What causes residual aluminum around dot edges, and is it a rejectable defect?
Residual unetched aluminum at dot perimeters is caused by either insufficient NaOH developer concentration, sensitizer-to-resin ratio below 0.50:1, or sensitizer content above 6% — all of which degrade the etch selectivity between protected and unprotected areas. Yes, it is a rejectable defect: it blurs the dot boundary and creates optical interference that degrades holographic signal clarity.
Can this type of security film be applied to flexible packaging and tobacco pack overlaminates?
Yes. The PET carrier layer provides the mechanical stability needed for high-speed lamination on tobacco pack lines, and the gravure dot fabrication method is well-suited to roll-to-roll production volumes. Ink viscosity and humidity control protocols are non-negotiable for consistent authentication performance across production runs. Buyers should also reference custom labels and stickers format options when specifying the final application format.

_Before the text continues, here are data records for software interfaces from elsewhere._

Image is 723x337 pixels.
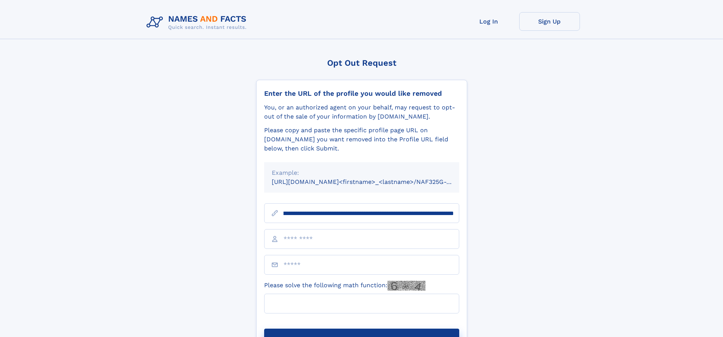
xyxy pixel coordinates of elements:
[519,12,580,31] a: Sign Up
[264,126,459,153] div: Please copy and paste the specific profile page URL on [DOMAIN_NAME] you want removed into the Pr...
[272,178,474,185] small: [URL][DOMAIN_NAME]<firstname>_<lastname>/NAF325G-xxxxxxxx
[458,12,519,31] a: Log In
[272,168,452,177] div: Example:
[256,58,467,68] div: Opt Out Request
[264,89,459,98] div: Enter the URL of the profile you would like removed
[264,103,459,121] div: You, or an authorized agent on your behalf, may request to opt-out of the sale of your informatio...
[143,12,253,33] img: Logo Names and Facts
[264,280,425,290] label: Please solve the following math function:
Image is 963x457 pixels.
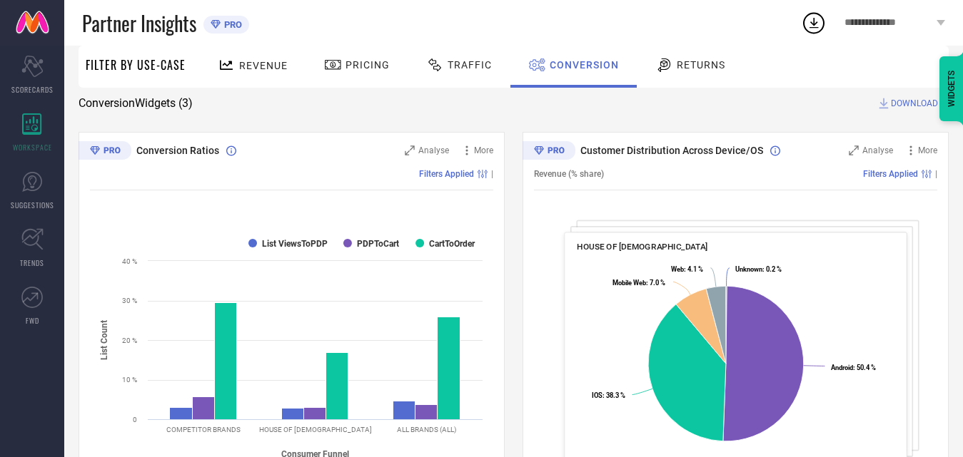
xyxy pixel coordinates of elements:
[592,392,602,400] tspan: IOS
[357,239,399,249] text: PDPToCart
[671,265,684,273] tspan: Web
[429,239,475,249] text: CartToOrder
[522,141,575,163] div: Premium
[491,169,493,179] span: |
[86,56,186,73] span: Filter By Use-Case
[935,169,937,179] span: |
[735,265,762,273] tspan: Unknown
[78,96,193,111] span: Conversion Widgets ( 3 )
[220,19,242,30] span: PRO
[13,142,52,153] span: WORKSPACE
[831,364,876,372] text: : 50.4 %
[262,239,328,249] text: List ViewsToPDP
[78,141,131,163] div: Premium
[239,60,288,71] span: Revenue
[863,169,918,179] span: Filters Applied
[136,145,219,156] span: Conversion Ratios
[735,265,781,273] text: : 0.2 %
[11,200,54,210] span: SUGGESTIONS
[82,9,196,38] span: Partner Insights
[166,426,240,434] text: COMPETITOR BRANDS
[801,10,826,36] div: Open download list
[26,315,39,326] span: FWD
[447,59,492,71] span: Traffic
[99,320,109,360] tspan: List Count
[676,59,725,71] span: Returns
[918,146,937,156] span: More
[122,297,137,305] text: 30 %
[122,258,137,265] text: 40 %
[890,96,938,111] span: DOWNLOAD
[580,145,763,156] span: Customer Distribution Across Device/OS
[612,279,665,287] text: : 7.0 %
[122,376,137,384] text: 10 %
[397,426,456,434] text: ALL BRANDS (ALL)
[549,59,619,71] span: Conversion
[11,84,54,95] span: SCORECARDS
[534,169,604,179] span: Revenue (% share)
[831,364,853,372] tspan: Android
[345,59,390,71] span: Pricing
[592,392,625,400] text: : 38.3 %
[419,169,474,179] span: Filters Applied
[577,242,708,252] span: HOUSE OF [DEMOGRAPHIC_DATA]
[405,146,415,156] svg: Zoom
[20,258,44,268] span: TRENDS
[259,426,372,434] text: HOUSE OF [DEMOGRAPHIC_DATA]
[122,337,137,345] text: 20 %
[474,146,493,156] span: More
[418,146,449,156] span: Analyse
[848,146,858,156] svg: Zoom
[133,416,137,424] text: 0
[612,279,646,287] tspan: Mobile Web
[862,146,893,156] span: Analyse
[671,265,703,273] text: : 4.1 %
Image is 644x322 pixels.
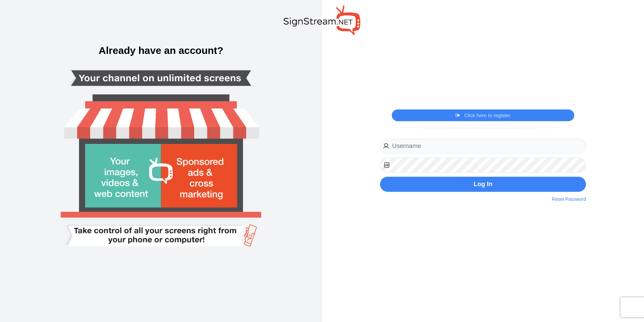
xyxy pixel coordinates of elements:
iframe: Chat Widget [526,250,644,322]
a: Click here to register [455,112,510,119]
a: Reset Password [552,196,586,203]
input: Username [380,139,586,154]
button: Log In [380,177,586,192]
img: SignStream.NET [283,5,361,35]
img: Smart tv login [37,23,284,299]
h3: Already have an account? [7,45,315,56]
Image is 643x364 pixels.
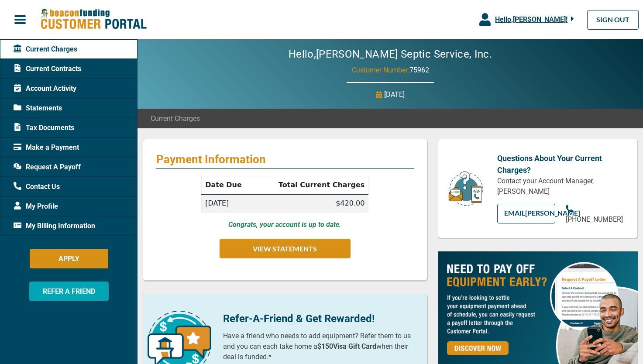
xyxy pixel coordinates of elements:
[14,44,77,54] span: Current Charges
[14,201,58,212] span: My Profile
[150,114,200,124] span: Current Charges
[352,66,410,74] span: Customer Number:
[14,221,95,231] span: My Billing Information
[587,10,639,30] a: SIGN OUT
[14,142,79,153] span: Make a Payment
[446,171,485,207] img: customer-service.png
[262,48,518,60] h2: Hello, [PERSON_NAME] Septic Service, Inc.
[228,220,342,230] p: Congrats, your account is up to date.
[29,282,109,301] button: REFER A FRIEND
[220,239,350,259] button: VIEW STATEMENTS
[566,215,623,223] span: [PHONE_NUMBER]
[255,194,368,212] td: $420.00
[223,331,413,362] p: Have a friend who needs to add equipment? Refer them to us and you can each take home a when thei...
[40,8,147,31] img: Beacon Funding Customer Portal Logo
[255,176,368,195] th: Total Current Charges
[14,122,74,133] span: Tax Documents
[384,89,405,100] p: [DATE]
[223,311,413,327] p: Refer-A-Friend & Get Rewarded!
[410,66,429,74] span: 75962
[14,103,62,114] span: Statements
[30,249,108,268] button: APPLY
[202,194,255,212] td: [DATE]
[14,162,81,172] span: Request A Payoff
[566,204,624,225] a: [PHONE_NUMBER]
[14,64,81,74] span: Current Contracts
[495,15,567,24] span: Hello, [PERSON_NAME] !
[14,83,76,94] span: Account Activity
[14,182,60,192] span: Contact Us
[497,204,556,223] a: EMAIL[PERSON_NAME]
[156,152,414,166] p: Payment Information
[317,342,376,350] b: $150 Visa Gift Card
[497,176,624,197] p: Contact your Account Manager, [PERSON_NAME]
[497,152,624,176] p: Questions About Your Current Charges?
[202,176,255,195] th: Date Due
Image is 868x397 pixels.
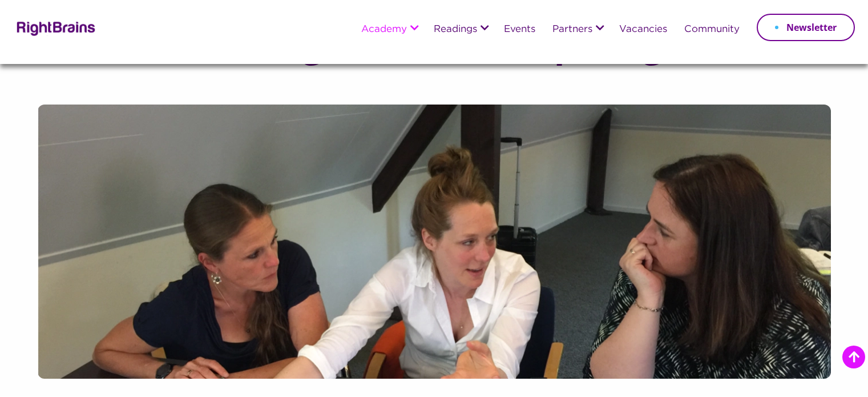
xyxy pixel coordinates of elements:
a: Events [504,25,536,34]
a: Newsletter [757,13,856,41]
a: Community [684,25,740,34]
a: Readings [434,25,478,34]
a: Vacancies [619,25,667,34]
a: Partners [552,25,592,34]
a: Academy [362,25,407,34]
img: Rightbrains [13,19,96,36]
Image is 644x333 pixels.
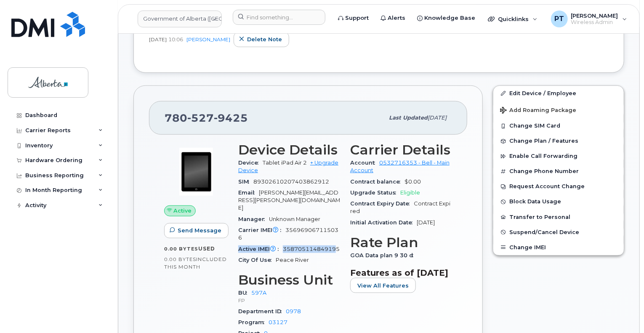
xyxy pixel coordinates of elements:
[493,163,624,179] button: Change Phone Number
[350,278,416,293] button: View All Features
[493,149,624,163] button: Enable Call Forwarding
[350,159,379,166] span: Account
[165,112,248,124] span: 780
[238,159,263,166] span: Device
[238,246,283,252] span: Active IMEI
[268,319,287,325] a: 03127
[171,146,221,197] img: image20231002-3703462-wne21u.jpeg
[493,118,624,134] button: Change SIM Card
[493,101,624,118] button: Add Roaming Package
[269,216,320,222] span: Unknown Manager
[332,10,375,26] a: Support
[238,319,268,325] span: Program
[493,225,624,240] button: Suspend/Cancel Device
[251,290,267,296] a: 597A
[493,179,624,194] button: Request Account Change
[482,11,543,28] div: Quicklinks
[238,296,340,304] p: FP
[238,179,254,185] span: SIM
[571,19,618,26] span: Wireless Admin
[509,229,579,235] span: Suspend/Cancel Device
[500,107,576,115] span: Add Roaming Package
[375,10,411,26] a: Alerts
[238,142,340,157] h3: Device Details
[137,11,222,28] a: Government of Alberta (GOA)
[509,153,578,159] span: Enable Call Forwarding
[214,112,248,124] span: 9425
[493,210,624,225] button: Transfer to Personal
[149,35,167,43] span: [DATE]
[198,245,215,252] span: used
[164,256,196,262] span: 0.00 Bytes
[400,189,420,196] span: Eligible
[233,32,289,47] button: Delete note
[233,10,325,25] input: Find something...
[350,189,400,196] span: Upgrade Status
[186,36,230,42] a: [PERSON_NAME]
[238,227,338,241] span: 356969067115036
[238,272,340,287] h3: Business Unit
[554,14,564,24] span: PT
[416,219,434,225] span: [DATE]
[493,240,624,255] button: Change IMEI
[350,200,414,207] span: Contract Expiry Date
[350,142,452,157] h3: Carrier Details
[283,246,340,252] span: 358705114849195
[187,112,214,124] span: 527
[350,179,405,185] span: Contract balance
[509,138,578,144] span: Change Plan / Features
[164,223,228,238] button: Send Message
[345,14,368,23] span: Support
[350,159,450,174] a: 0532716353 - Bell - Main Account
[276,257,309,263] span: Peace River
[238,257,276,263] span: City Of Use
[424,14,475,23] span: Knowledge Base
[350,268,452,278] h3: Features as of [DATE]
[428,114,446,121] span: [DATE]
[174,207,192,215] span: Active
[350,252,418,259] span: GOA Data plan 9 30 d
[164,246,198,252] span: 0.00 Bytes
[493,134,624,149] button: Change Plan / Features
[350,235,452,250] h3: Rate Plan
[238,290,251,296] span: BU
[177,227,221,234] span: Send Message
[238,308,286,314] span: Department ID
[411,10,481,26] a: Knowledge Base
[388,14,405,23] span: Alerts
[545,11,633,28] div: Penny Tse
[168,35,183,43] span: 10:06
[493,86,624,101] a: Edit Device / Employee
[498,16,528,23] span: Quicklinks
[286,308,301,314] a: 0978
[254,179,329,185] span: 89302610207403862912
[389,114,428,121] span: Last updated
[350,219,416,225] span: Initial Activation Date
[493,194,624,209] button: Block Data Usage
[405,179,421,185] span: $0.00
[238,227,285,233] span: Carrier IMEI
[238,189,340,211] span: [PERSON_NAME][EMAIL_ADDRESS][PERSON_NAME][DOMAIN_NAME]
[571,12,618,19] span: [PERSON_NAME]
[238,216,269,222] span: Manager
[238,189,259,196] span: Email
[247,35,282,43] span: Delete note
[263,159,307,166] span: Tablet iPad Air 2
[357,282,408,290] span: View All Features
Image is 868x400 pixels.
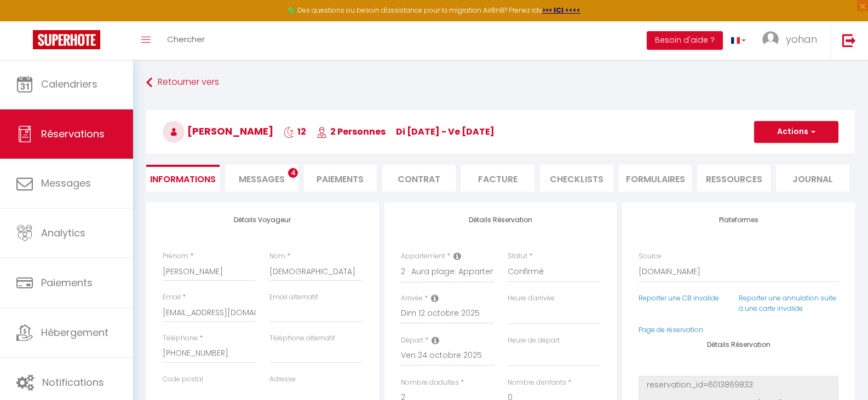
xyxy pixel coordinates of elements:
[159,22,213,59] a: Chercher
[540,165,614,192] li: CHECKLISTS
[146,73,855,93] a: Retourner vers
[401,336,424,346] label: Départ
[269,333,335,344] label: Téléphone alternatif
[639,341,839,349] h4: Détails Réservation
[639,325,704,334] a: Page de réservation
[401,251,445,262] label: Appartement
[843,33,856,47] img: logout
[167,33,205,45] span: Chercher
[269,292,319,302] label: Email alternatif
[304,165,377,192] li: Paiements
[163,251,188,262] label: Prénom
[288,168,298,178] span: 4
[382,165,456,192] li: Contrat
[639,294,720,302] a: Reporter une CB invalide
[163,292,181,302] label: Email
[239,173,285,186] span: Messages
[269,251,285,262] label: Nom
[42,375,104,389] span: Notifications
[401,216,601,224] h4: Détails Réservation
[508,294,555,304] label: Heure d'arrivée
[41,276,93,289] span: Paiements
[269,375,296,385] label: Adresse
[401,294,423,304] label: Arrivée
[41,325,109,339] span: Hébergement
[776,165,850,192] li: Journal
[284,125,306,138] span: 12
[461,165,535,192] li: Facture
[163,216,363,224] h4: Détails Voyageur
[697,165,771,192] li: Ressources
[396,125,494,138] span: di [DATE] - ve [DATE]
[542,6,581,14] a: >>> ICI <<<<
[146,165,219,192] li: Informations
[33,30,100,49] img: Super Booking
[163,124,274,138] span: [PERSON_NAME]
[163,375,203,385] label: Code postal
[647,31,723,50] button: Besoin d'aide ?
[41,127,105,140] span: Réservations
[639,216,839,224] h4: Plateformes
[639,251,662,262] label: Source
[762,31,779,48] img: ...
[41,226,85,239] span: Analytics
[401,378,459,388] label: Nombre d'adultes
[786,33,817,46] span: yohan
[508,336,560,346] label: Heure de départ
[316,125,386,138] span: 2 Personnes
[619,165,693,192] li: FORMULAIRES
[754,22,831,59] a: ... yohan
[508,251,528,262] label: Statut
[754,121,839,143] button: Actions
[508,378,566,388] label: Nombre d'enfants
[739,294,837,313] a: Reporter une annulation suite à une carte invalide
[41,77,98,91] span: Calendriers
[41,176,91,190] span: Messages
[163,333,198,344] label: Téléphone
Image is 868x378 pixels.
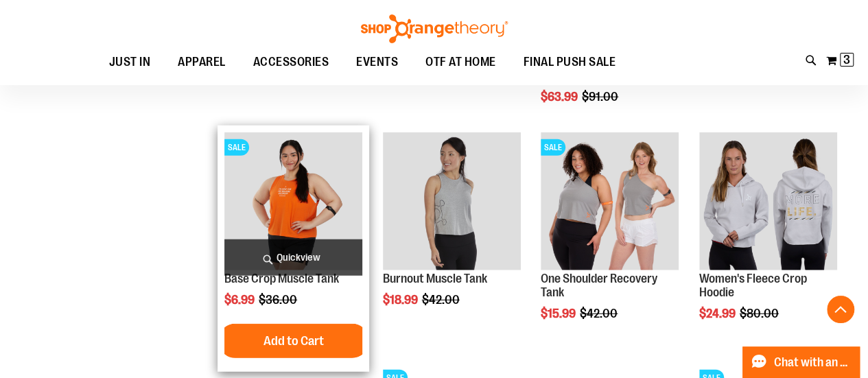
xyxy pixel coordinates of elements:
span: SALE [224,139,249,156]
span: $42.00 [580,307,620,320]
button: Chat with an Expert [742,346,861,378]
div: product [693,126,844,356]
a: Main view of One Shoulder Recovery TankSALE [541,133,679,273]
a: Product image for Burnout Muscle Tank [383,133,521,273]
img: Product image for Burnout Muscle Tank [383,133,521,271]
div: product [534,126,685,356]
span: $91.00 [582,90,621,104]
span: APPAREL [177,47,226,77]
span: OTF AT HOME [426,47,496,77]
span: $18.99 [383,293,420,307]
span: JUST IN [109,47,151,77]
span: $42.00 [422,293,462,307]
a: Product image for Base Crop Muscle TankSALE [224,133,362,273]
span: SALE [541,139,566,156]
a: Base Crop Muscle Tank [224,272,339,286]
img: Product image for Base Crop Muscle Tank [224,133,362,271]
button: Back To Top [827,296,854,323]
span: 3 [843,53,851,66]
span: $6.99 [224,293,257,307]
span: $15.99 [541,307,578,320]
span: $24.99 [699,307,738,320]
span: ACCESSORIES [253,47,330,77]
img: Product image for Womens Fleece Crop Hoodie [699,133,837,271]
span: $63.99 [541,90,580,104]
img: Shop Orangetheory [359,14,510,43]
span: EVENTS [356,47,398,77]
span: FINAL PUSH SALE [524,47,616,77]
div: product [218,126,369,372]
span: Add to Cart [263,333,324,348]
div: product [376,126,527,342]
a: Women's Fleece Crop Hoodie [699,272,807,299]
img: Main view of One Shoulder Recovery Tank [541,133,679,271]
a: Quickview [224,239,362,276]
span: Chat with an Expert [774,356,851,369]
span: $80.00 [740,307,781,320]
a: Burnout Muscle Tank [383,272,487,286]
span: $36.00 [259,293,299,307]
a: One Shoulder Recovery Tank [541,272,657,299]
a: Product image for Womens Fleece Crop Hoodie [699,133,837,273]
button: Add to Cart [218,324,369,359]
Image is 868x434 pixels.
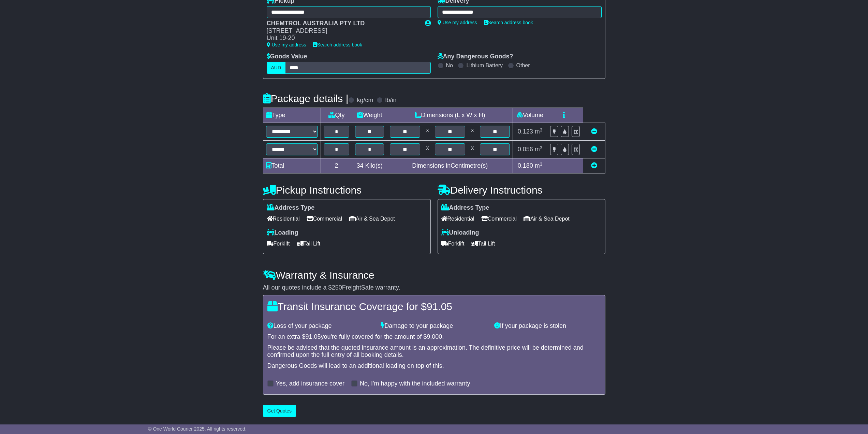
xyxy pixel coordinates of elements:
a: Use my address [267,42,306,48]
a: Search address book [313,42,362,48]
div: All our quotes include a $ FreightSafe warranty. [263,284,605,291]
td: Total [263,158,321,173]
td: x [468,141,477,158]
div: CHEMTROL AUSTRALIA PTY LTD [267,20,418,27]
div: If your package is stolen [491,322,605,330]
span: 0.180 [518,162,533,169]
span: Commercial [307,214,342,224]
button: Get Quotes [263,405,297,417]
span: Forklift [441,238,464,249]
span: 34 [357,162,363,169]
div: Loss of your package [264,322,378,330]
td: 2 [321,158,353,173]
span: Tail Lift [471,238,495,249]
div: For an extra $ you're fully covered for the amount of $ . [267,333,601,341]
label: Lithium Battery [466,62,503,69]
td: Kilo(s) [353,158,387,173]
span: Forklift [267,238,290,249]
div: Please be advised that the quoted insurance amount is an approximation. The definitive price will... [267,344,601,359]
span: © One World Courier 2025. All rights reserved. [148,426,247,431]
td: Dimensions in Centimetre(s) [387,158,513,173]
span: 91.05 [305,333,321,340]
span: 91.05 [427,301,452,312]
label: AUD [267,62,286,74]
span: 0.056 [518,146,533,153]
a: Remove this item [591,128,597,135]
label: Any Dangerous Goods? [438,53,513,61]
sup: 3 [540,128,543,132]
sup: 3 [540,162,543,167]
label: lb/in [385,97,396,104]
label: Yes, add insurance cover [276,380,344,388]
label: Address Type [441,204,490,212]
td: x [468,123,477,141]
label: Unloading [441,229,479,237]
h4: Transit Insurance Coverage for $ [267,301,601,312]
div: Dangerous Goods will lead to an additional loading on top of this. [267,362,601,370]
span: m [535,162,543,169]
label: Other [516,62,530,69]
td: x [423,141,432,158]
span: Air & Sea Depot [349,214,395,224]
span: m [535,128,543,135]
h4: Package details | [263,93,348,104]
a: Remove this item [591,146,597,153]
div: [STREET_ADDRESS] [267,27,418,35]
label: No [446,62,453,69]
td: Weight [353,108,387,123]
span: Residential [441,214,475,224]
div: Unit 19-20 [267,35,418,42]
label: Address Type [267,204,315,212]
a: Add new item [591,162,597,169]
span: 0.123 [518,128,533,135]
span: Residential [267,214,300,224]
span: Commercial [481,214,517,224]
label: Loading [267,229,299,237]
a: Use my address [438,20,477,25]
label: kg/cm [357,97,373,104]
span: 250 [332,284,342,291]
td: Dimensions (L x W x H) [387,108,513,123]
span: Tail Lift [297,238,320,249]
td: x [423,123,432,141]
div: Damage to your package [377,322,491,330]
span: Air & Sea Depot [524,214,569,224]
span: 9,000 [427,333,442,340]
td: Type [263,108,321,123]
td: Qty [321,108,353,123]
h4: Delivery Instructions [438,184,605,196]
h4: Warranty & Insurance [263,270,605,280]
a: Search address book [484,20,533,25]
span: m [535,146,543,153]
label: Goods Value [267,53,308,61]
label: No, I'm happy with the included warranty [360,380,470,388]
sup: 3 [540,145,543,150]
h4: Pickup Instructions [263,184,431,196]
td: Volume [513,108,547,123]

What spectral range does the photoresist require, and why does the light source selection matter?
The diazonaphthoquinone sulfonate ester photoresist has a sensitivity window of 350–460 nm. The high-efficiency rapid plate-exposure lamp (SB-30 type) concentrates its emission within this range, making it more efficient per watt than iodine gallium lamps whose broader spectrum wastes energy outside the sensitivity band. Using the wrong lamp does not produce immediate failure but requires longer exposure times and higher thermal load on the substrate — which can introduce dimensional distortion in the PET layer.